Thursday, August 23, 2007

Model Village

We went to a Postman Pat exhibition the other day. The village of Greendale was faithfully recreated, not quite life-sized (assuming Pat and his neighbours, if they were conscious beings capable of cognitive thought, would be of average human proportions), but certainly big enough for you to amble around.

Press a button on a small stand and Pat waved mechanically at you from a doorway. Press another and the hapless Ted would slowly saw away at a piece of wood in his workshop, while another button resulted in the industrious Mrs Goggins stamping a parcel for the eight-hundredth time that day.

Why can’t everywhere be like Greendale? Everyone was smiling; there was no litter or graffiti or boy-racer cars with those peculiar flashing blue lights underneath. One of the younger residents (a small boy named Bill Thompson) does have a hoodie, but a smile adorns his wooden face, not a scowl, and you can bet that his pockets are full of recently scrumped apples, not firearms.

Among the “Patular” paraphernalia which illustrated the scope of Greendale’s appeal was a collection of themed merchandise and educational material from all around the world. Apparently, Postman Pat is called Postmann Pat in Norway. You learn something new every day.

3 comments:

Anonymous said...

Did little Stevie C like Pat? Or did he have that look of confused horror that my children have when they meet automatons?

Mr Griffles.

Anonymous said...

e.g MP's etc. (OOOHHHH BIT OF POLITICS!)

Mr Griffles

Stevie C said...

I did find Alf particularly terrifying as he looked like he'd just drunk about twenty coffees and his jerky automaton movement wouldn't have looked out of place in the Thriller video. Genuinely sinister.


§ Exercise objective:
The answer should be a single number: how many lines of the entries below hold the word "chart".

** Source data follows **

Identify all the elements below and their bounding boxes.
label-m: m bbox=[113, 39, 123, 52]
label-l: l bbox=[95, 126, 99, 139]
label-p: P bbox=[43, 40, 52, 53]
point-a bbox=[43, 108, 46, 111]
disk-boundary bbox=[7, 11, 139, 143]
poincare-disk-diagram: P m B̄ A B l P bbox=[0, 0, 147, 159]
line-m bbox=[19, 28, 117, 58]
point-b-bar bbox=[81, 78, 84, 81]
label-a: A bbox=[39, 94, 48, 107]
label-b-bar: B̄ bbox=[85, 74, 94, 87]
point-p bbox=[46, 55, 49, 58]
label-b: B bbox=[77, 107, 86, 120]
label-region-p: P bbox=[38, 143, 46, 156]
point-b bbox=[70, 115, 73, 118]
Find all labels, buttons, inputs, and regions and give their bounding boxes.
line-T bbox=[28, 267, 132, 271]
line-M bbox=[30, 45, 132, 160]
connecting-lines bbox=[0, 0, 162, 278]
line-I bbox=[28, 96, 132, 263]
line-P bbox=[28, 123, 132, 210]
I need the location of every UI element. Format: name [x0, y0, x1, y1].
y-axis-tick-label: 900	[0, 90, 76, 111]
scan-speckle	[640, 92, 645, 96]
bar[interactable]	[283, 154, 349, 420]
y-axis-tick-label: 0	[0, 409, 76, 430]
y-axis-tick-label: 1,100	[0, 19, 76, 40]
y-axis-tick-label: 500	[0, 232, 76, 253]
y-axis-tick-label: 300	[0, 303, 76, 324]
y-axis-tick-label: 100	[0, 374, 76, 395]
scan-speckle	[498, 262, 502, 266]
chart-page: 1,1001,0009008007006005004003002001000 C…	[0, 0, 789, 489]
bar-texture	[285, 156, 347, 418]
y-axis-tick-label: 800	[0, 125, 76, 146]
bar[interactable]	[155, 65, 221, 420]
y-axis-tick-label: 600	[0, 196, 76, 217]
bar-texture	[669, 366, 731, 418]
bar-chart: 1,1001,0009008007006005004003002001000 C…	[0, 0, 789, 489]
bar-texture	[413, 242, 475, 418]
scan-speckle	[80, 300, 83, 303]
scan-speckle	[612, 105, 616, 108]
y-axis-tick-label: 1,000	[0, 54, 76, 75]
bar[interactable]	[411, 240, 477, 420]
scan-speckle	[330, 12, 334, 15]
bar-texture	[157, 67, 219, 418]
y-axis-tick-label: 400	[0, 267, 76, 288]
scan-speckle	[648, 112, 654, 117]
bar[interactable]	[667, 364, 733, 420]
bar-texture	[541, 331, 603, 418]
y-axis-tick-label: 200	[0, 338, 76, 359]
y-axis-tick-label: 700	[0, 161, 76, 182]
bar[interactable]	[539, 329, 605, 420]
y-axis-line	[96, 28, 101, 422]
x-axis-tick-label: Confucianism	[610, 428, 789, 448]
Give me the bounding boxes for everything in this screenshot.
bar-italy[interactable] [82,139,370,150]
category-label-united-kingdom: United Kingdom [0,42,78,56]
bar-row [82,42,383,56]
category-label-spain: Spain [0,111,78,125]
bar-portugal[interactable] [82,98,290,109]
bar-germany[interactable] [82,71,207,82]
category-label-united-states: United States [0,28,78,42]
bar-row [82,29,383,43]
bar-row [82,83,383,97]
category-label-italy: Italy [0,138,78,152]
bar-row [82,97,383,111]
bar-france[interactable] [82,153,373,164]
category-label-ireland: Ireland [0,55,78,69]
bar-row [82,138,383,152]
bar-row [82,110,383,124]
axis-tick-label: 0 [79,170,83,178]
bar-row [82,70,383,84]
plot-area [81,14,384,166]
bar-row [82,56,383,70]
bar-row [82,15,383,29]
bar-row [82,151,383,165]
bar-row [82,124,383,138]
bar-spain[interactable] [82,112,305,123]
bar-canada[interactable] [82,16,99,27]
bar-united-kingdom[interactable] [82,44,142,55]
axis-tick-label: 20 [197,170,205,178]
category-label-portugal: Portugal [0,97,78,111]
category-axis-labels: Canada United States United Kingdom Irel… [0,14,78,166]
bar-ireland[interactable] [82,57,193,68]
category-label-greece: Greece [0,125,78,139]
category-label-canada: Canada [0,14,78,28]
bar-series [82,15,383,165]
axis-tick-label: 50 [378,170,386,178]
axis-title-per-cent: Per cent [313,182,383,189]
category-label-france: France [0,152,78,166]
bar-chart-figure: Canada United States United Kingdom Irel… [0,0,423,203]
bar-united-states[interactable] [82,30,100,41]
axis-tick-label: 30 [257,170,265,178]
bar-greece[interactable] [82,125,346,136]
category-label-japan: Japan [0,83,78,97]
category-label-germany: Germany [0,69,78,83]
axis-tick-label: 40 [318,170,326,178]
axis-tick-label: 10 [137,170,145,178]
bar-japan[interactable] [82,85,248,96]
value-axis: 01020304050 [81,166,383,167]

** End of Source data **

§ Response:
3